China’s exit visa system was an act of retaliation. It afforded a convenient means by which foreign nationals – especially of those countries involved in upholding the embargo – and the multinational companies that employed them, could be punished.

Import-export firms based in former treaty port cities, such as Shanghai and Tientsin (now Tianjin), found their businesses at a standstill due to the embargo.Nevertheless, they were expressly prohibited from dismissing staff, whose wages had to be paid through hefty overseas remittances.

Property owned by anyone the new state chose to go after (be it capitalists, regime critics, the rich middle class) was punitively assessed for “back taxes”; expatriate managerial staff and their families were permitted to leave the country only when businesses had been virtually bankrupted. Offices, warehouses and other properties were usually signed over to the state to secure the last remaining permits. Businesses deemed essential to the state were not allowed to close; these were ordered to – somehow – “operate normally”.
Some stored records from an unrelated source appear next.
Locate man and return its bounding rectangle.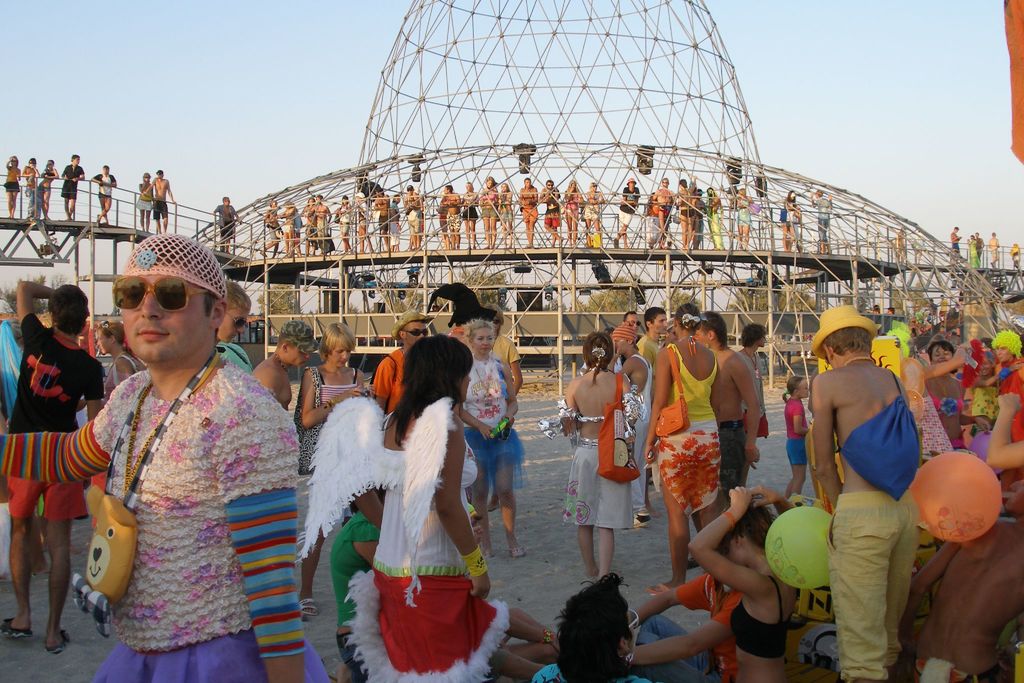
select_region(0, 277, 110, 650).
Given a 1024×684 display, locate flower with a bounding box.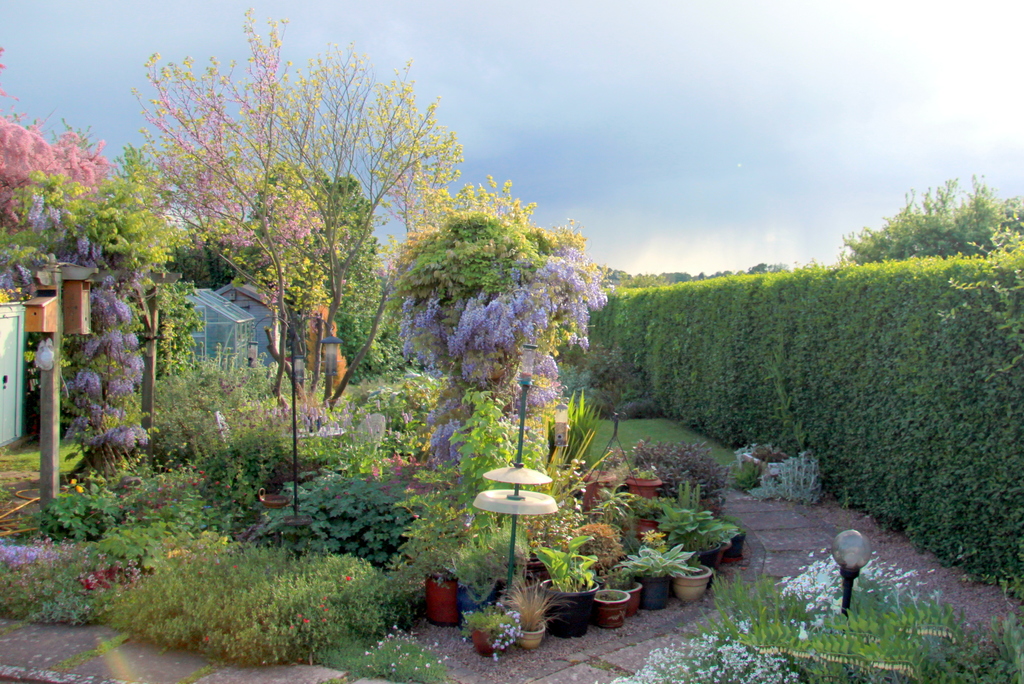
Located: select_region(79, 488, 87, 498).
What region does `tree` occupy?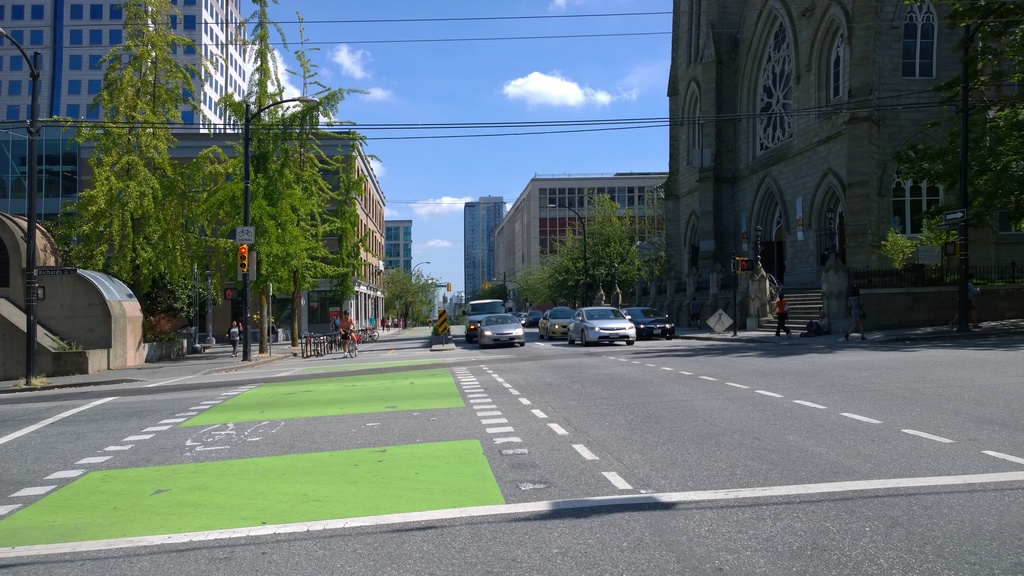
379,265,449,331.
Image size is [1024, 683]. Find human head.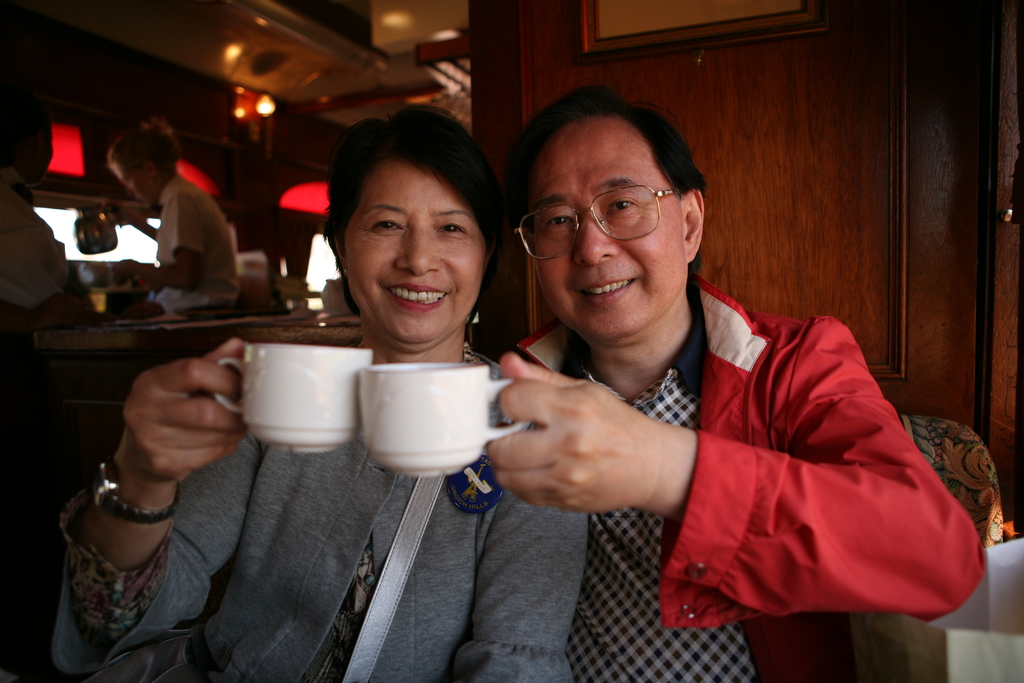
region(0, 99, 52, 178).
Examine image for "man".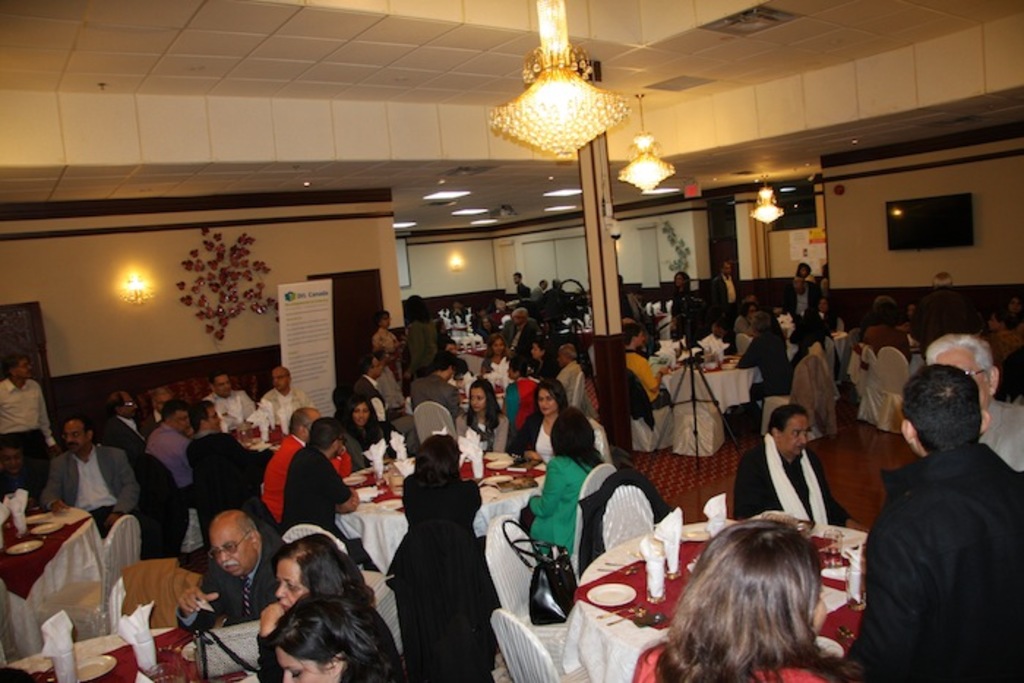
Examination result: l=531, t=278, r=547, b=300.
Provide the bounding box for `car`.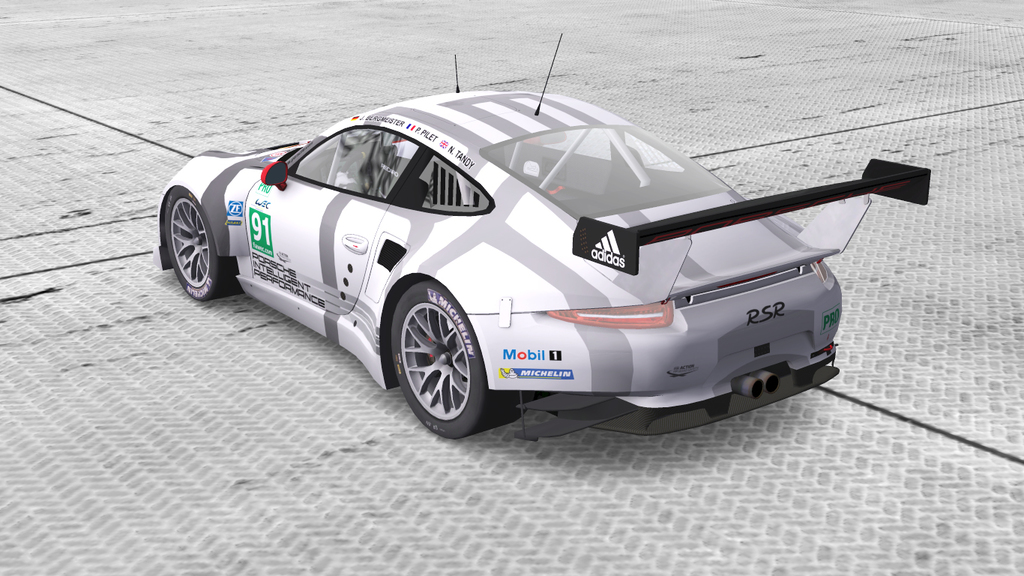
[x1=156, y1=33, x2=938, y2=445].
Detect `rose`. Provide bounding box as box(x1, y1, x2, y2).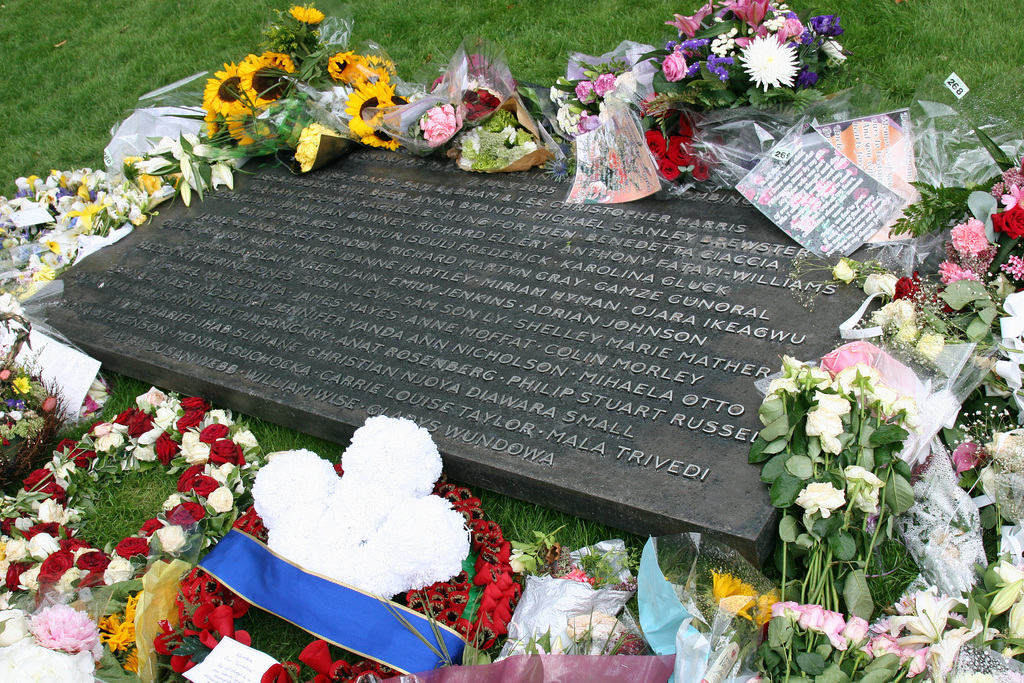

One now-elderly lady, whose family had lived in Canton (now Guangzhou) since the 1920s, recalled for me their departure formalities in 1952.

After her father’s business was eventually wound up, they had to wait for exit visas to leave for Hong Kong. Personal property was crated up for transport and fully itemised. Scrupulously honest Communist bureaucrats adamantly insisted that no item that did not legally belong to “New China” could be left behind. If anything listed had been found missing – even a handkerchief – this discrepancy could have jeopardised the visa process. Every day for more than 18 months, her father went to the visa office, only to be told it was “not ready today” – after waiting for several hours – and instructed to return early the next morning. Meanwhile, the family lived on the contents of a single suitcase each, and what could be borrowed from others.

Eventually, the vital paperwork was issued. The exit visa stipulated, however, that the family had to leave China within 72 hours, by sea, from the northern port of Tientsin, or the permit would be invalid.

After a frantic scramble for tickets, the family departed Canton forever a few hours later. By “happy coincidence” – according to the stationmaster – the last three first-class sleeper berths available on the entire train were “unexpectedly” available; by another coincidence, the combined rail and steamer fares finally exhausted, almost to the dollar, what little remained of her father’s Chinese bank account.

On arrival in Tientsin, they boarded their ship a couple of hours before the visa expired. They docked in Kowloon, after stops in Shanghai and other southern ports, unharmed but penniless, more than a week later.

The train journey from Canton to the Hong Kong frontier would have taken about three hours.